With a wholly male smirk, Logan said, “The lure of a potential kiss from a hot girl can con men into doing almost anything.”

“What’s funny is that your friend Josh said that very thing on the podcast last week. You know, the Naked Men podcast?”

“You mean that’s happening?”

“Logan. The podcast started months ago.” It wasn’t just all of D.C. that was listening. It was millions of subscribers everywhere who got satellite radio. The Naked Men were huge. And Logan was—technically—one of them.

“I miss a lot when I’m gone,” he muttered. “I saw an email mentioning someone wanted to turn our blog into a podcast. I thought it was a joke. All we do is vent about whatever’s crawled up our ass that week, for a few thousand words.”

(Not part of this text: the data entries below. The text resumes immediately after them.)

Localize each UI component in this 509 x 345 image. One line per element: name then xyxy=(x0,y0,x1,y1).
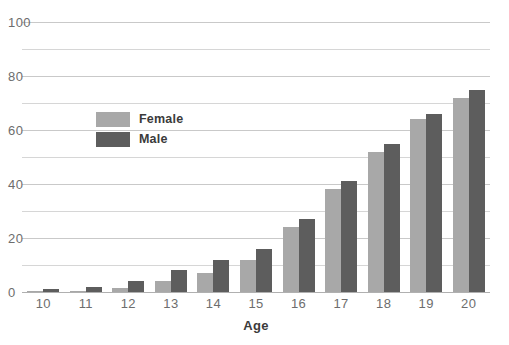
x-axis-tick-label: 14 xyxy=(192,296,235,311)
bar-chart: 020406080100 1011121314151617181920 Age … xyxy=(0,0,509,345)
legend-label-female: Female xyxy=(139,112,183,126)
bar-female-age-19 xyxy=(410,119,426,292)
bar-group-age-14 xyxy=(192,22,235,292)
bar-male-age-15 xyxy=(256,249,272,292)
legend-item-male: Male xyxy=(96,130,183,148)
bar-group-age-16 xyxy=(277,22,320,292)
bar-male-age-12 xyxy=(128,281,144,292)
x-axis-title: Age xyxy=(22,318,490,333)
bar-female-age-18 xyxy=(368,152,384,292)
bar-group-age-18 xyxy=(362,22,405,292)
bar-male-age-14 xyxy=(213,260,229,292)
bar-group-age-13 xyxy=(150,22,193,292)
bar-male-age-13 xyxy=(171,270,187,292)
x-axis-tick-labels: 1011121314151617181920 xyxy=(22,296,490,311)
bar-male-age-20 xyxy=(469,90,485,293)
x-axis-tick-label: 12 xyxy=(107,296,150,311)
x-axis-tick-label: 20 xyxy=(447,296,490,311)
bar-group-age-17 xyxy=(320,22,363,292)
legend-item-female: Female xyxy=(96,110,183,128)
x-axis-tick-label: 13 xyxy=(150,296,193,311)
x-axis-tick-label: 10 xyxy=(22,296,65,311)
bar-female-age-15 xyxy=(240,260,256,292)
x-axis-line xyxy=(22,292,490,293)
legend-label-male: Male xyxy=(139,132,168,146)
bar-male-age-16 xyxy=(299,219,315,292)
bar-group-age-10 xyxy=(22,22,65,292)
bar-female-age-14 xyxy=(197,273,213,292)
bar-female-age-20 xyxy=(453,98,469,292)
bar-male-age-17 xyxy=(341,181,357,292)
bar-female-age-16 xyxy=(283,227,299,292)
bar-female-age-17 xyxy=(325,189,341,292)
x-axis-tick-label: 18 xyxy=(362,296,405,311)
bar-group-age-12 xyxy=(107,22,150,292)
bar-male-age-19 xyxy=(426,114,442,292)
bar-group-age-20 xyxy=(447,22,490,292)
bar-male-age-18 xyxy=(384,144,400,293)
x-axis-tick-label: 15 xyxy=(235,296,278,311)
bar-female-age-13 xyxy=(155,281,171,292)
bar-group-age-19 xyxy=(405,22,448,292)
legend-swatch-male-icon xyxy=(96,132,130,147)
x-axis-tick-label: 16 xyxy=(277,296,320,311)
x-axis-tick-label: 17 xyxy=(320,296,363,311)
x-axis-tick-label: 11 xyxy=(65,296,108,311)
bar-group-age-15 xyxy=(235,22,278,292)
bars-layer xyxy=(22,22,490,292)
x-axis-tick-label: 19 xyxy=(405,296,448,311)
chart-legend: Female Male xyxy=(96,110,183,150)
legend-swatch-female-icon xyxy=(96,112,130,127)
bar-group-age-11 xyxy=(65,22,108,292)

She gave him an are you kidding me look over the rim of her glass. “I’m guessing there was a contract signed by your friends and the giant satellite radio company that broadcasts the podcast. Didn’t you see it? Didn’t you have to agree to it?”

“They probably sent it along. I probably said I’d go along with the group. Then I lost my phone…and a couple of months went by.”

“It’s actually terrific. I’ve listened to a handful of them.”

His jaw dropped. “Why? Why would you listen to my friends sit around talking about guy stuff?”

“I needed to vet it to see if it was too adult to recommend to my students. Because they absolutely adore the blog. They swear that every blog post is talking right to them. That even though they’ve never met any of you, it’s like all the Naked Men know exactly what they’re going through. It’s helped my boys so much…”

Brooke let her voice trail off. Because then it hit her. The blog Logan and his friends put out—somehow those faceless strangers managed to reach her hormonal, confused teenagers. Over and over again, they managed to help her students. Whereas she sat with her students every single day. Talked to them. Watched them. Tried to be a mentor, to be available always and remain nonjudgmental. And yet she’d failed.

Horribly.

Horrifically.

Her student Sarah had died because of her failure.

Guilt—that feeling she’d grown all too familiar with—settled back over her like a suffocating cloak. An onslaught of silent tears racked her body. She couldn’t let Logan watch her fall apart like this. Shoulders shaking, Brooke jumped out of her seat. “I’m sorry.” And she ran from the room.